### Aim of the exercise
Starting at the line below that contains "Find the location", print each line through the end of the records exactly as it appears.

### Provided data
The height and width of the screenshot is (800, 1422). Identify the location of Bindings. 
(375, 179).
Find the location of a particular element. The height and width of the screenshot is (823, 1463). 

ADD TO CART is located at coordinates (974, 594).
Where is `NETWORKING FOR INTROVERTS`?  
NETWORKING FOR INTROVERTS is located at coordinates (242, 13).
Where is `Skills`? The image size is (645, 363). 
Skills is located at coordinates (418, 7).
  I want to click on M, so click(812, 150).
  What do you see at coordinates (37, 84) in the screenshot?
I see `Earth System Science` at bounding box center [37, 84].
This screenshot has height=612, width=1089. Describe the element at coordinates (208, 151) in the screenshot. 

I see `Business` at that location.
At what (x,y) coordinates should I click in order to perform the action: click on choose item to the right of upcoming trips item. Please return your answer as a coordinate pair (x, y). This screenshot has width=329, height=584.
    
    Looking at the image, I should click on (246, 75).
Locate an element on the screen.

### Task answer
Find the location of a particular element. The height and width of the screenshot is (823, 1463). 

ADD TO CART is located at coordinates (974, 594).
Where is `NETWORKING FOR INTROVERTS`?  
NETWORKING FOR INTROVERTS is located at coordinates (242, 13).
Where is `Skills`? The image size is (645, 363). 
Skills is located at coordinates (418, 7).
  I want to click on M, so click(812, 150).
  What do you see at coordinates (37, 84) in the screenshot?
I see `Earth System Science` at bounding box center [37, 84].
This screenshot has height=612, width=1089. Describe the element at coordinates (208, 151) in the screenshot. 

I see `Business` at that location.
At what (x,y) coordinates should I click in order to perform the action: click on choose item to the right of upcoming trips item. Please return your answer as a coordinate pair (x, y). This screenshot has width=329, height=584.
    
    Looking at the image, I should click on (246, 75).
Locate an element on the screen.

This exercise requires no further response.